Phillips saw the music, which includes covers of such songs as “Get Happy,” “That’s Entertainment” and “For Once in My Life,” as dialogue. “It’s just Arthur not having the words to say what he wants to say, so he sings them instead,” he says.
On set, the collaborators would think about why their characters needed to sing, rather than speak something.
“We asked ourselves what would need to be true for two people to just break into song in the middle of a conversation?” Gaga says. “Where does the music come from when no one can hear it but the characters? Neither Arthur nor Lee are professional singers and they shouldn’t sound like they are (unless perhaps a fantasy). We wanted to help tell the story of their shared madness in a way that felt real. I think we all have an intimate and personal relationship with music in that there’s a score for our inner emotional lives. A score that no one can usually hear but us. That’s what we tried to capture for Arthur and Lee. The music inside them.”
And capturing the “music inside them” required an unorthodox approach. Instead of having Gaga and Phoenix sing along to a pre-recorded track, the actors did everything live, accompanied by a piano player who performed off-camera. In the editing room and throughout the post-production process, these takes were spliced together into one seamless number and the actors later re-recorded parts of the songs. It was an arduous process that Phillips describes as a “nightmare,” but one that was critically important.

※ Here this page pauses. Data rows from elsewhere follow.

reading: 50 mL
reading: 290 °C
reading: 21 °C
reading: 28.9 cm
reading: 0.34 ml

“Particularly for Joaquin, so much of it is about feeling the moment as you do it,” Phillips says. “You can’t decide that in a sound studio three weeks before you show up to shoot it.”

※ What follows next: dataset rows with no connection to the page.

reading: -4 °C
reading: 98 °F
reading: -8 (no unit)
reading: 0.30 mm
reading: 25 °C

Phoenix and Gaga both praise Phillips’ willingness to take risks. “He’s bold and enjoys when something new presents itself,” Phoenix says. “He’s the best at solving problems spontaneously.”
Gaga appreciated his collaborative approach. “As a filmmaker, I don’t think he would ever land in one particular spot and say, ‘This is exactly what I want you to feel.’ I think he just is exploring these two people,” she says.
“Joker: Folie à Deux” will have its world premiere at this fall’s Venice Film Festival before debuting in theaters on Oct. 4.